The air of excitement that TV bestows on certain professions—cops, ER doctors, lawyers—quickly fades by even the most passing acquaintance with their real-life counterparts, who tend to be older, heavier, and far more sedate than their dramatic Thursday night shadows.
Every city, however, has bicycle messengers, that colorful clan of oddballs and iconoclasts, dressed in caged helmets and Mad Max body armor, tattooed and pierced, muscled, menacing, blowing whistles as their bikes blast by.
They are the Flying Dutchmen of the city, solitary, fleeting. As with all romantic figures, the mystery is part of the allure. Who are these people, surging out of the elevators ahead of us, radios squawking on their hips? It's surprising that they haven't already been set upon by anthropologists, now that academics are done picking over the Yanomami in the Brazilian rain forest.
Maybe that's next. But for now, Travis Hugh Culley's The Immortal Class: Bike Messengers and the Cult of Human Power can be seen as an important primary text: a first-person account of a profession which might very well offer the next hot literary genre, replacing mountaineering memoirs.
Indeed, Culley's account of his adventures as messenger No. 39 for Service First Courier in Chicago bears many similarities to Everest epics: the same tributes to the joy of physical overexertion; the same careful attention to equipment; the same frequent mettle-testing injuries, even the same stiff-upper-lip loss of extremities de rigueur in every assault on the peak.
"Little pieces of skin hung off the edges of my hands, making them feel like the coarse end of a steel brush . . . ," Culley writes of winter biking. "Occasionally a piece of an earlobe would sting for two weeks or so; then the piece would come off in my hand like the edge of a potato chip."
Culley's book can't be said to have a plot, other than a series of deliveries (many, many deliveries) and races, tumbles and recuperations. He isn't on a quest, he isn't trying to answer life's big questions, he isn't even really interested in capturing the world of messengers. He's working, trying to get by, and in doing so develops a philosophy of the city and transportation.
That's the real point of the book. It's a political tract. Which is just as well, because his over-the-handlebars view of Chicago offers no surprises for locals (Lower Wacker is eerie and cool, or was; there are many gritty loading docks and dim alleys). And his Robin Hood band of merry fellow cyclists blur into a hodgepodge of nicknames: Pork Chop and Jimbo and Skull and Bobbo and Crazy Todd. Nobody stands out. There isn't a Friar Tuck in the bunch.
One problem is that Culley is himself a pure spirit and a pleasant soul, apparently. He happily discovers the courier world to be a near-Utopia.
"Messengers were highly cooperative, and yet competing against one another," he writes. "They were fighters to the bone. It was a tight society where one could be promised lasting respect and recognition for what one could offer the community."
Oh, that we were all bicycle messengers. But we're not, and the fact practically damns us. The villain of Culley's book is the automobile, and all the frustrated, angry, joyless grinds who drive them into the city every day from their vast suburban netherworlds, inconveniencing bicyclists.
In the last half of the book, as Culley takes part in Critical Mass rides—hundreds of cyclists swarmings downtown streets to assert their right to tie up traffic—he develops a vision for the urban future, a twist on the old General Motors motto: What's good for bicycles is good for the country.
Culley is passionate, though his argument never approaches anything resembling depth. It doesn't occur to him, for instance, to consider that cities were not lovely, easy-to-live-in places for most people before the advent of the auto. He has forgotten his Dickens. Nor does he take into account that a city can have a bicycling culture and yet somehow not be Paradise (I've never thought as much about those masses of bicycles on Beijing streets as while reading this book, not that Culley mentions them).
But every time I started to fault Culley for not thinking about Communist China, for not honing his arguments, I was reminded of this: he's a bicycle messenger, and deserves credit for looking beyond himself for meaning.
In fact, I grew to enjoy the book's activism, not as a blueprint for the future, but as a portrait of the strong political passions of an intense young man. In sense, it is the book's greatest accomplishment, the way it captures that passing blend of ego and energy, intellectual curiosity and wet-from-the-womb naivete typically shed by age 30. How can we lose when we're so sincere?
Culley lives on energy and air. He flashes around on his bicycle, handing handbills to strangers, trying to change the world.
While Immortal Class is neither beautifully written nor the richest social philosophy, it marks Culley as a talent to watch, if only to see how this sensitive and thoughtful man adjusts to the decades ahead. Could he possibly become one of those bitter commuters he thumbs his nose at now? It isn't the sort of question Culley would ever pause to ask—what young man does?—but it happens to many, to most, even to those who are young and pure of spirit, who think seriously about the problems facing society and offer the world the gift of their freshly-minted wisdom, never suspecting that the world will reward their generosity by shrugging and dragging them down, too.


• Assignment
Return only the lines of the data below from the line with "Annotate this image: element" up to and including the line with "Localize all elements.", exactly as written, with the pictures omitted.

(Dataset listings of figures)

↓

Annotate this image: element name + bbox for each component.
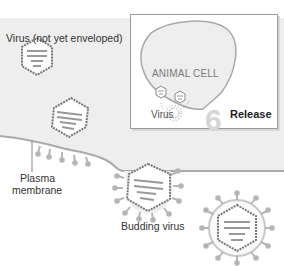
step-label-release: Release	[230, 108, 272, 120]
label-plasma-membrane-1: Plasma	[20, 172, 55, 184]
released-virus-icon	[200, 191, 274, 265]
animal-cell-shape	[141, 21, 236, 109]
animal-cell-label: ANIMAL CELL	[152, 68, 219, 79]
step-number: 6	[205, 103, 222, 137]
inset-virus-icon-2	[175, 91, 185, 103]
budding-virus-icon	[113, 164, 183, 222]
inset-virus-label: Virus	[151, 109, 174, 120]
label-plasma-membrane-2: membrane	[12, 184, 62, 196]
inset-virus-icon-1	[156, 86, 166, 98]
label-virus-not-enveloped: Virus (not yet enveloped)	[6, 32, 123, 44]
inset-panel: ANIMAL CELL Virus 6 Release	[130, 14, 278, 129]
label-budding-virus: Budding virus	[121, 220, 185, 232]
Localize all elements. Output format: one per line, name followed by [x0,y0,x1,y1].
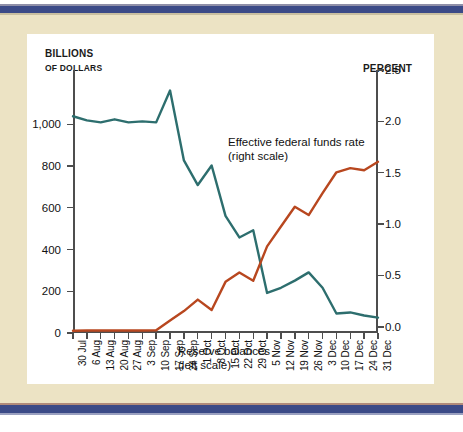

↑
↓

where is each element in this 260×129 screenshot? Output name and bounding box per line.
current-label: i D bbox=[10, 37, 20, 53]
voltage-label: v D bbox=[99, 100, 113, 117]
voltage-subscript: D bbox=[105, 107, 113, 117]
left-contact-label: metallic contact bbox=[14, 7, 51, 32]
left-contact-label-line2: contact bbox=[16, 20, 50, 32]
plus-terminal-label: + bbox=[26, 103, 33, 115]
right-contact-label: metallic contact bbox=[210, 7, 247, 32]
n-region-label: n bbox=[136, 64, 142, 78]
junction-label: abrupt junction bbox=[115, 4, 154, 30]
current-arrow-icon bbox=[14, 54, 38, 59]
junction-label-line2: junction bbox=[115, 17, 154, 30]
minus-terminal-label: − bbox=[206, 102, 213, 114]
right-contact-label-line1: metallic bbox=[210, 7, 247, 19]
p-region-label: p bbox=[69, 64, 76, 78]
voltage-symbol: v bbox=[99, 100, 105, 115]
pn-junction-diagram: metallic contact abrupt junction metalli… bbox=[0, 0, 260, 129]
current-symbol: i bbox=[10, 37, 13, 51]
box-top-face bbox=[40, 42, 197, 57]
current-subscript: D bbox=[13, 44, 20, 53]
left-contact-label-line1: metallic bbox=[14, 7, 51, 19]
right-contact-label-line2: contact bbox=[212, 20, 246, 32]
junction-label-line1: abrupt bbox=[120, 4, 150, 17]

↑
↓

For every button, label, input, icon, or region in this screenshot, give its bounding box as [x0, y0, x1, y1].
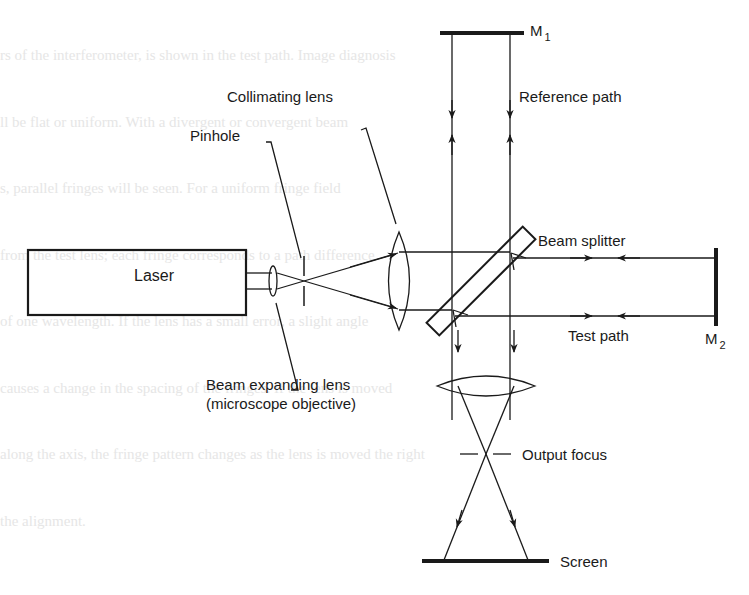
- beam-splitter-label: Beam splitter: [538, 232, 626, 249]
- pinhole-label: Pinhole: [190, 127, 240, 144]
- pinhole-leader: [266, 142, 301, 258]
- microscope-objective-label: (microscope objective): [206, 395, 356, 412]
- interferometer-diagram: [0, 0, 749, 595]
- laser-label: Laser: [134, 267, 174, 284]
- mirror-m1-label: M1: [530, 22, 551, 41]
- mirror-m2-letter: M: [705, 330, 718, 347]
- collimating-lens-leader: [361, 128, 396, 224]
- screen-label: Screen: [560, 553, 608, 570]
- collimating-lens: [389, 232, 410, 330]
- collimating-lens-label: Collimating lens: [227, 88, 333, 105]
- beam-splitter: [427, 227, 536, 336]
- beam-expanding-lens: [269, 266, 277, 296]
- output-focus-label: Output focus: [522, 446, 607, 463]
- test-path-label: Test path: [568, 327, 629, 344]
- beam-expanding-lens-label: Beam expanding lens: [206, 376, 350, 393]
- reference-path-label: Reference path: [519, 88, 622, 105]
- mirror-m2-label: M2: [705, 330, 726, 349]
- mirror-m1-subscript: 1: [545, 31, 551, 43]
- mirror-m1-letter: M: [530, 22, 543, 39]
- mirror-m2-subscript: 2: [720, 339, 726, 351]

↑

• Solution to the exercise
Annotate this image: element name + bbox for each component.
step-label-release: Release	[230, 108, 272, 120]
label-plasma-membrane-1: Plasma	[20, 172, 55, 184]
released-virus-icon	[200, 191, 274, 265]
animal-cell-shape	[141, 21, 236, 109]
animal-cell-label: ANIMAL CELL	[152, 68, 219, 79]
step-number: 6	[205, 103, 222, 137]
inset-virus-icon-2	[175, 91, 185, 103]
budding-virus-icon	[113, 164, 183, 222]
inset-virus-label: Virus	[151, 109, 174, 120]
label-plasma-membrane-2: membrane	[12, 184, 62, 196]
inset-virus-icon-1	[156, 86, 166, 98]
label-virus-not-enveloped: Virus (not yet enveloped)	[6, 32, 123, 44]
inset-panel: ANIMAL CELL Virus 6 Release	[130, 14, 278, 129]
label-budding-virus: Budding virus	[121, 220, 185, 232]
Localize all elements. Output format: one per line, name followed by [x0,y0,x1,y1].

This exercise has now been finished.